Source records
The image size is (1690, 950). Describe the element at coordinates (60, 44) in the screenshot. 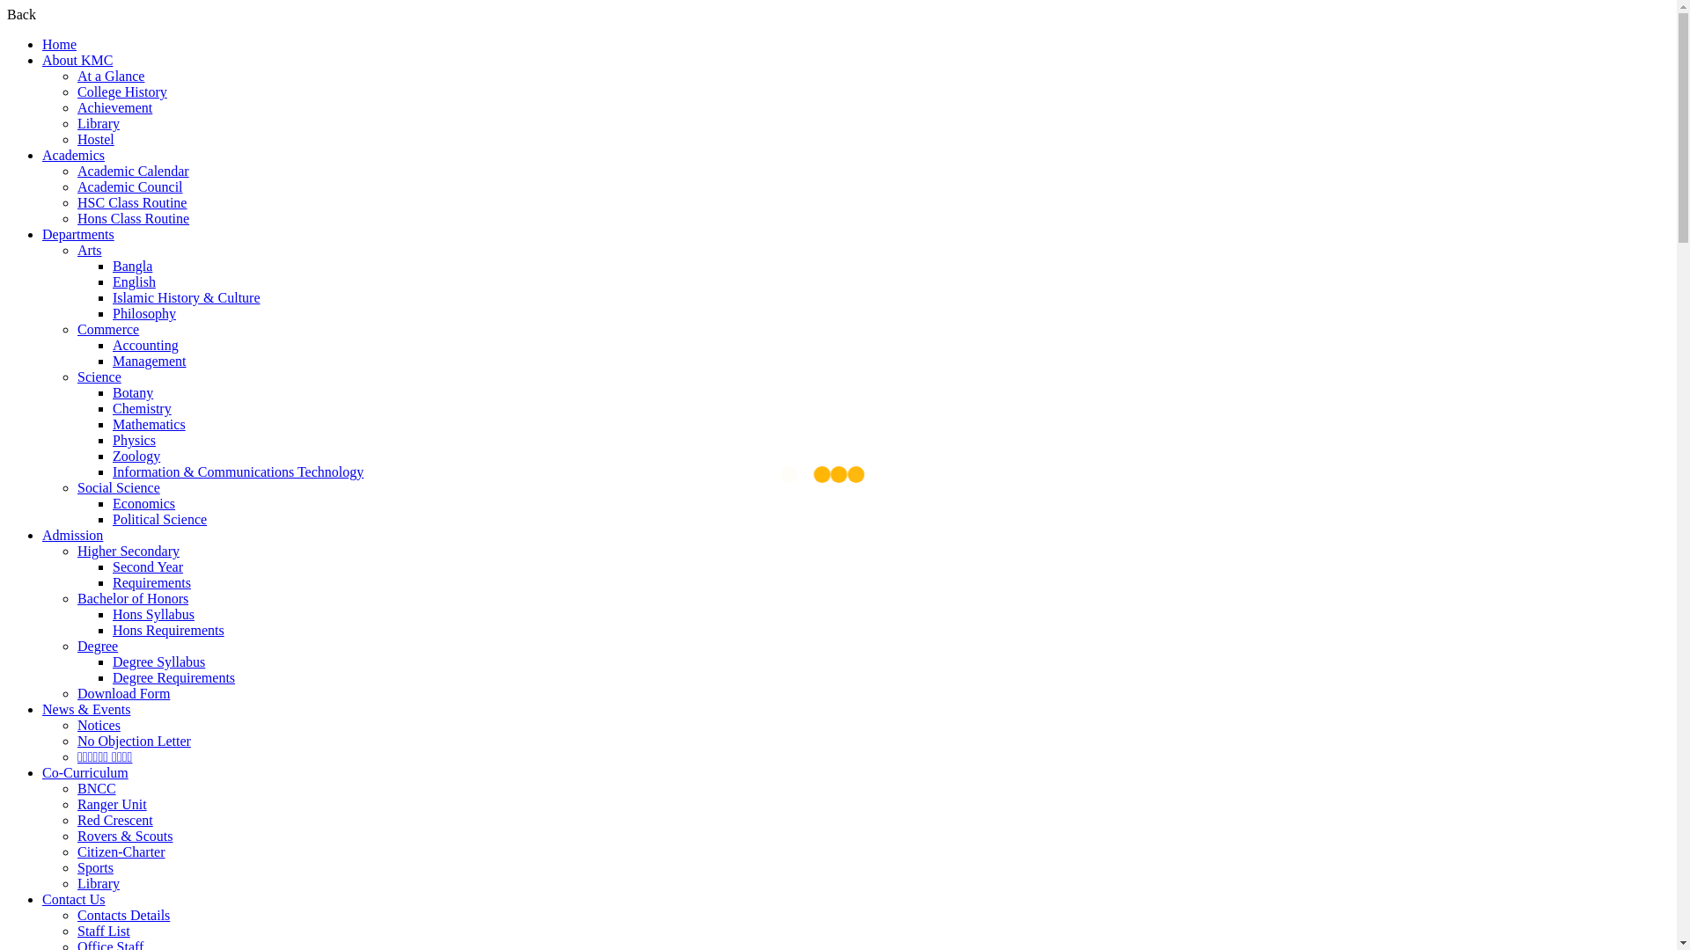

I see `Home` at that location.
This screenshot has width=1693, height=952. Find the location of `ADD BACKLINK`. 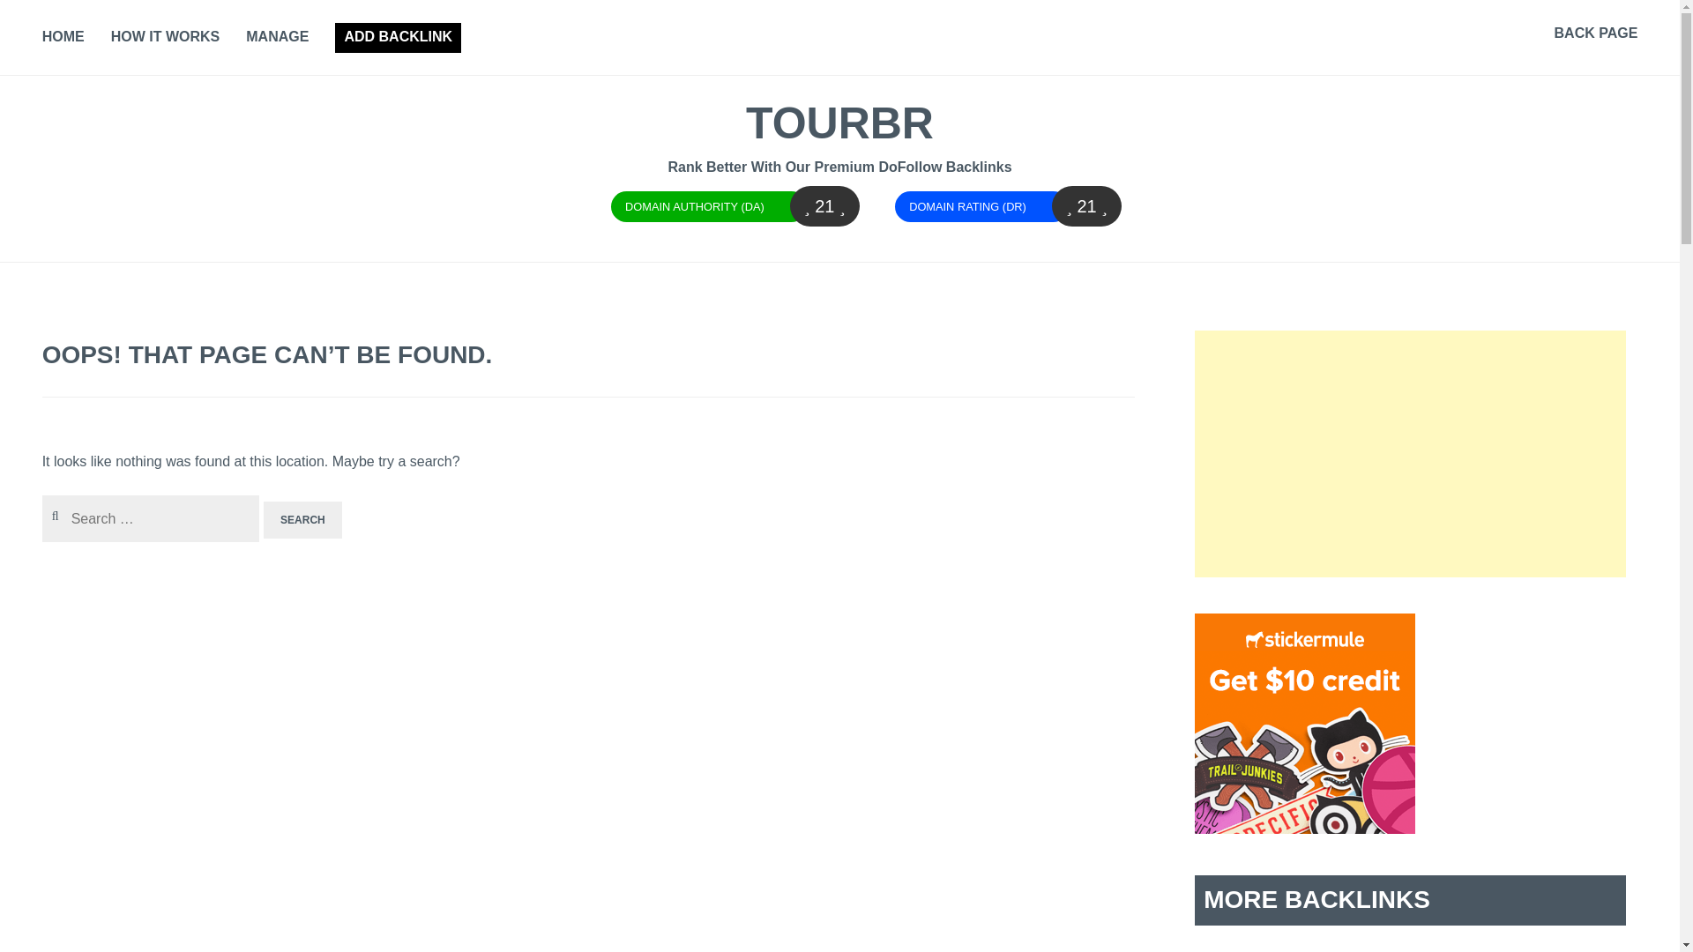

ADD BACKLINK is located at coordinates (398, 37).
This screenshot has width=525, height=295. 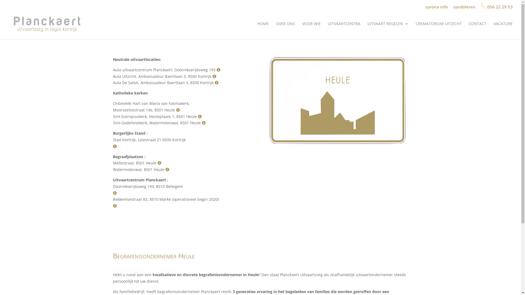 I want to click on HOME, so click(x=263, y=31).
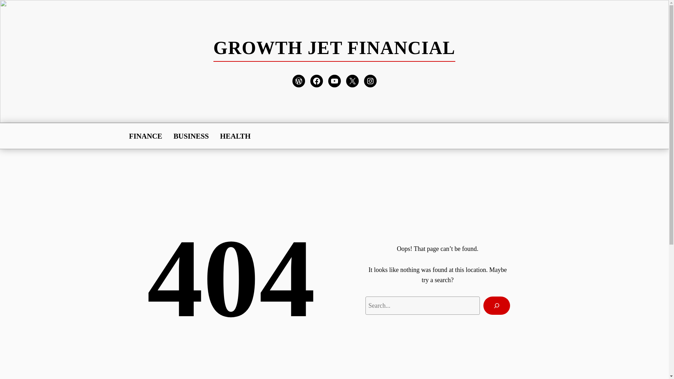 This screenshot has height=379, width=674. I want to click on X, so click(353, 81).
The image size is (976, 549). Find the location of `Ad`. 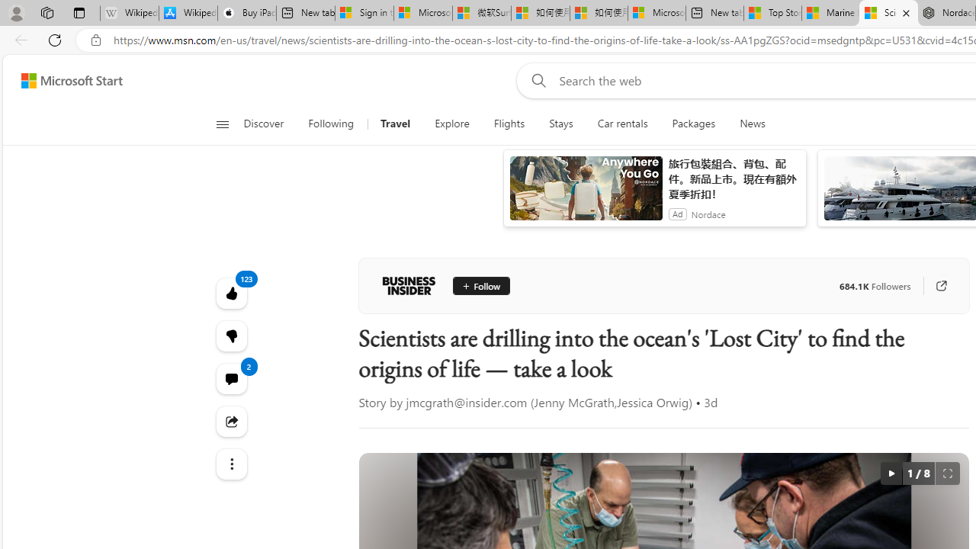

Ad is located at coordinates (677, 213).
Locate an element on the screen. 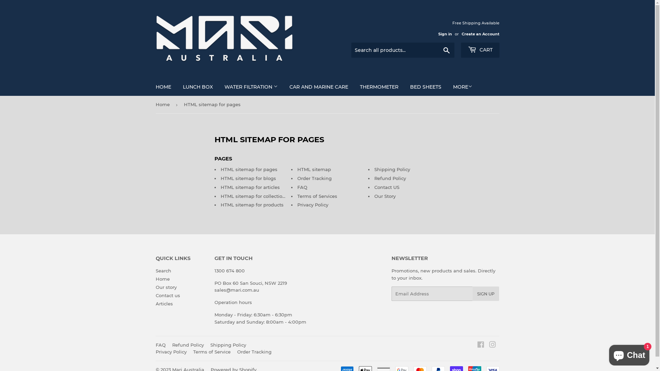 The height and width of the screenshot is (371, 660). Privacy Policy is located at coordinates (171, 352).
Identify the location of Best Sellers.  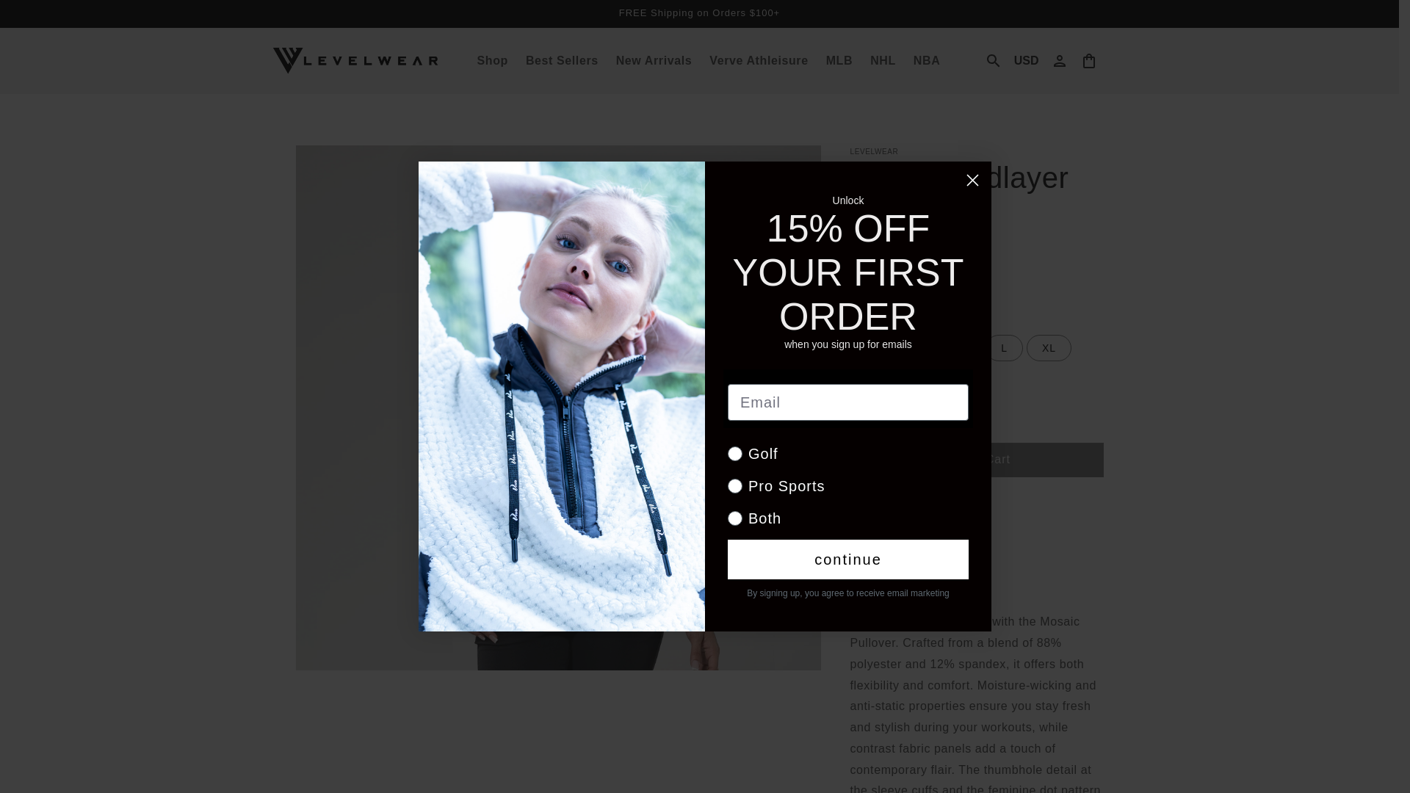
(563, 60).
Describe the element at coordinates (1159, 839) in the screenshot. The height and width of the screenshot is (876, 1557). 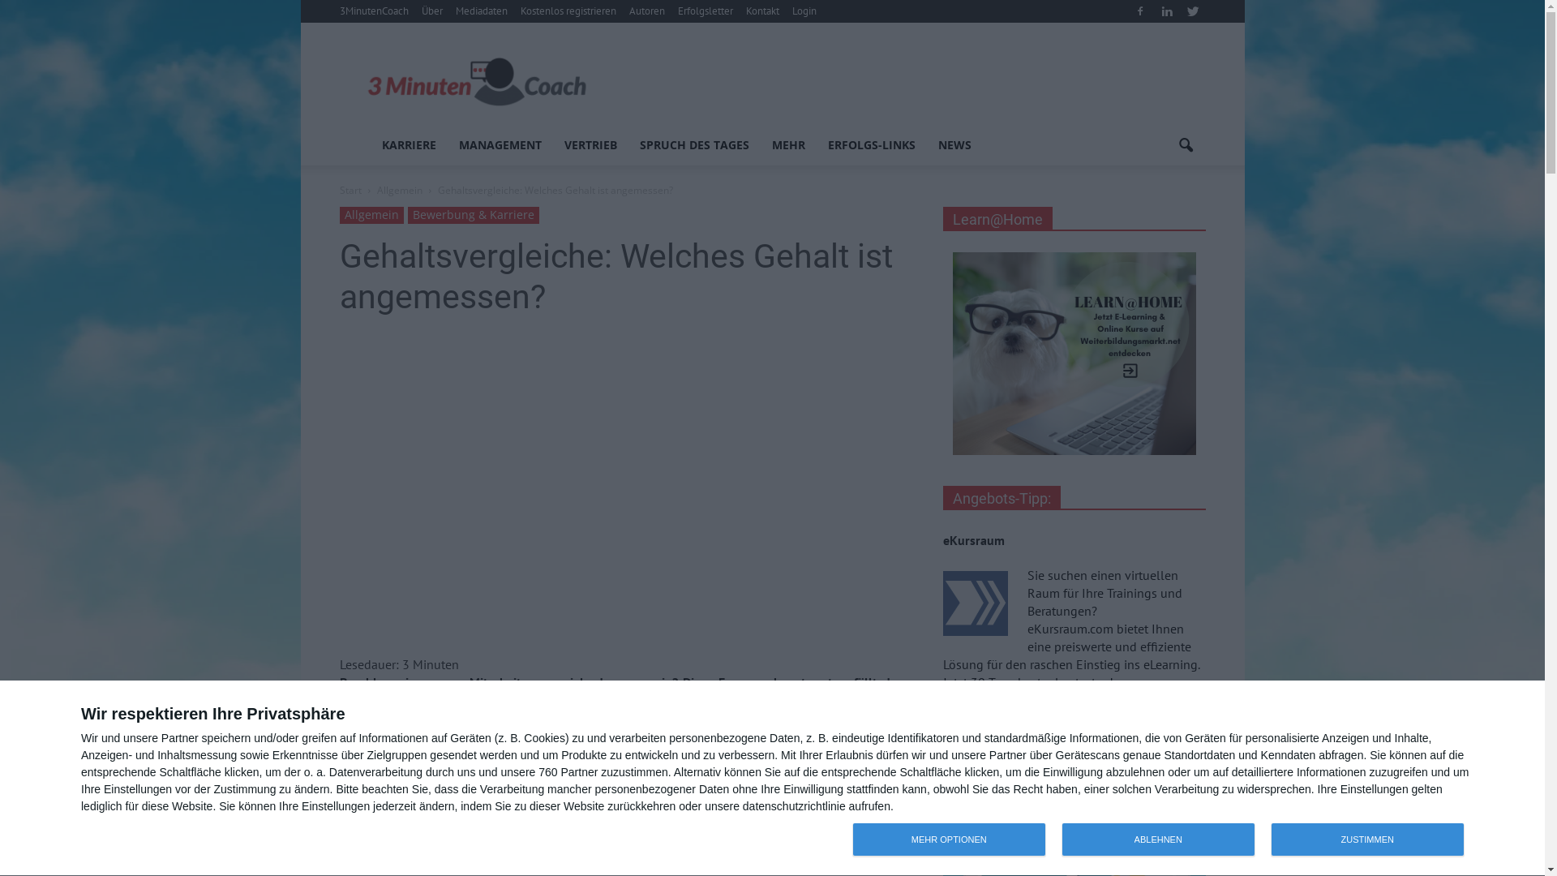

About this exercise
Take the line that contains "Identify the location of Best Sellers." and every line after it up to the end of the records above, and restate them exactly, without the pictures.

Answer space
Identify the location of Best Sellers.  
(563, 60).
Describe the element at coordinates (1159, 839) in the screenshot. The height and width of the screenshot is (876, 1557). 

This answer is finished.